The Matadors

Excerpt from Where the Ox Does Not Plow

I was working in farmer Moore’s fields when the Matadors were offered a job performing at one of the new, ambitiously luxurious hotels in the budding resort area in South Padre Island, on the “Gulf-of-Dreams” coast about fifty miles east of Weslaco. The hotel was called the “Sea Island,” and for years it was the most glamorous in the area, until it was absorbed by one of the big transnationals. Thanks to our agent Bob Dixon’s hustle, the Matadors were offered work on Friday and Saturday, two performances each evening, for a total salary of one hundred dollars—a stupendous sum to us, which we split evenly (with a token amount, ten dollars, going to Dixon). By this time the Matadors had acquired a regional reputation, and our musical selection was diverse and professional enough to impress the management at the Sea Island. They brought us in for an audition, liked the flair of our performance, and hired us to entertain in the hotel’s Outrigger Club.
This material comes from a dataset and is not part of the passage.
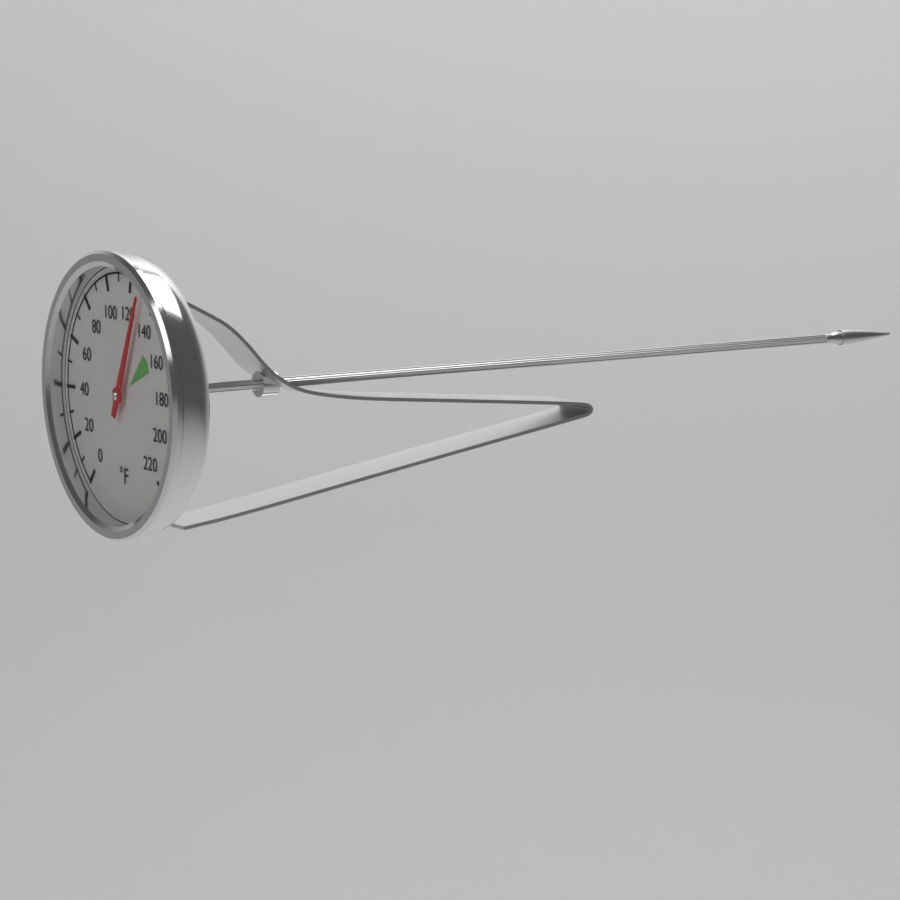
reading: 130 °F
The contrast between the Outrigger Club and the streets of Weslaco was striking. To begin with, besides the Matadors, the only Mexicans at the resort were the cooks and housemaids. Then there was the restrained luxury and genteel, bourgeois manner of the sun-bronzed Anglos who patronized the Outrigger, which seemed light years removed from the carnivalesque bustle of the barrio. The vacationers would have considered exotic and perhaps bizarre the raw cries of barrio tamal and menudo vendors, the vulgar palomillas (adolescent cliques), and the cacophonous conjunto music blaring out of open windows. The yawning divide between the two social extremes was punctuated by the discrepancy between my life as entertainer in the hightoned Sea Island and as irrigator in the mucky fields of farmer Moore. (Despite my new job as entertainer, my father insisted I fulfill my obligations to our patrón.) The surreal transformation I experienced switching from one occupation to the other stunned me every time I stepped on the stage of the Outrigger, and I constantly dreaded fainting while performing—so inadequate did I feel to the task of entertaining such a dazzling group of socialites.

But the same juvenile self-doubt that led me to feel like an artistic imposter also spurred a sense of bravado—as it did to my partners—and the rough luster of the brash young Matadors seems to have carried the day for us. The Anglo vacationers took us to heart.